Gingerbread still available only on Nexus, Samsung denies it is blocking updates

By CAROLINE GABRIEL

Published: 19 January, 2011

READ MORE: Google | Android

Many users welcome the openness of Android compared to the tight control of Apple iOS, but they are becoming increasingly confused about policies for updating to new releases of the Google platform.

And fragmentation refuses to die as a bugbear for developers. While over half (52%) of the installed Android base does now run a single flavour, 2.2 or Froyo, 13% are still running the ageing 1.x releases (1.5 and 1.6). These users will be missing out on many features, and unable to upgrade to newer versions. Meanwhile, developers face difficult choices about which releases to support.

While 2.2 is dominant, release 2.1 still accounts for 35% of the base. Meanwhile, the shiny new Gingerbread (release 2.3) has a tiny presence of just 0.4% despite its many advances - and the tablet -friendly Honeycomb is imminent, adding to the developer's dilemmas.
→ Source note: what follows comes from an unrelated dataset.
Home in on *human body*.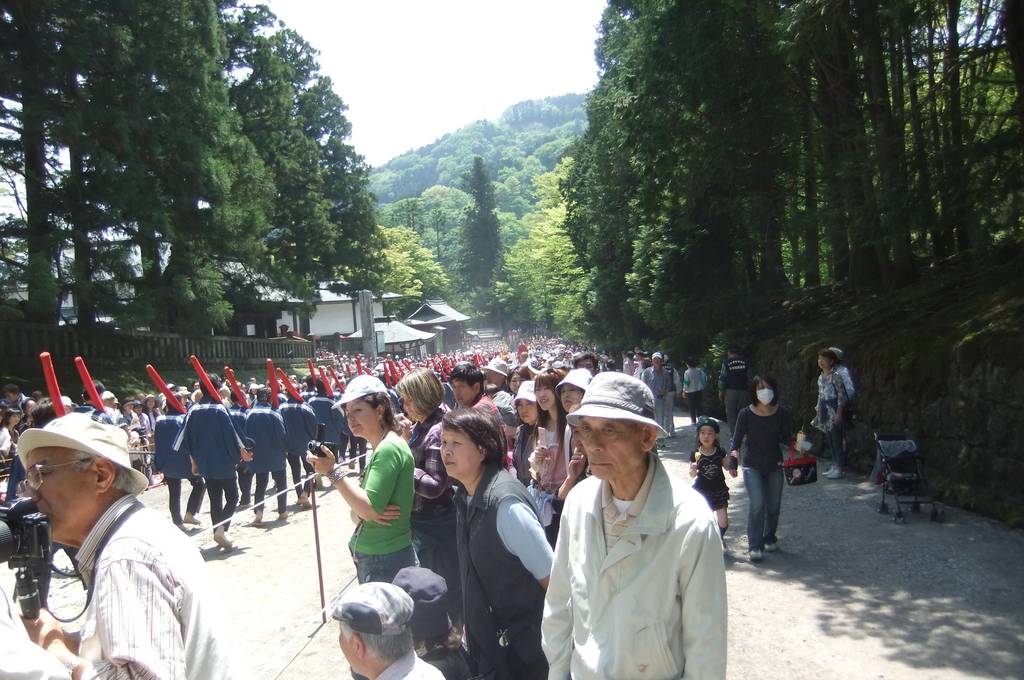
Homed in at region(277, 381, 318, 506).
Gingerbread is almost invisible because it is currently only available on two devices, Google's own Nexus One and Nexus S, neither of which has much market penetration. The update process for other devices is prolonged for two reasons - for OEMs, redesigning for a new release can be a fairly complicated affair, which they do not accomplish overnight; and for end users, updates are in the hands of carriers not Google. By contrast, iOS updates are pushed out by Apple not its cellco partners, so almost 90% of the iPhone and iPad base runs the latest version, iOS 4.

Of course, Apple has a more mature platform that does not require as many updates as Android, and is targeting only a few devices rather than an entire ecosystem. However, Google needs to assert a little more of the control it professes to hate, to avoid alienating consumers and giving credence to reports that carriers or OEMs are deliberately hobbling devices.

For instance, Samsung was this week forced to deny rumors that it was blocking carriers such as T-Mobile from releasing over-the-air updates to Android 2.2, to bring Gingerbread to its Galaxy S family. This was supposedly because it wanted users to buy a new phone, perhaps the second generation S, to be unveiled next month at Mobile World Congress. Even when such tales are untrue, they sound all too believable to users who are unable to get the latest Android release, sometimes for months after first hearing about its charms.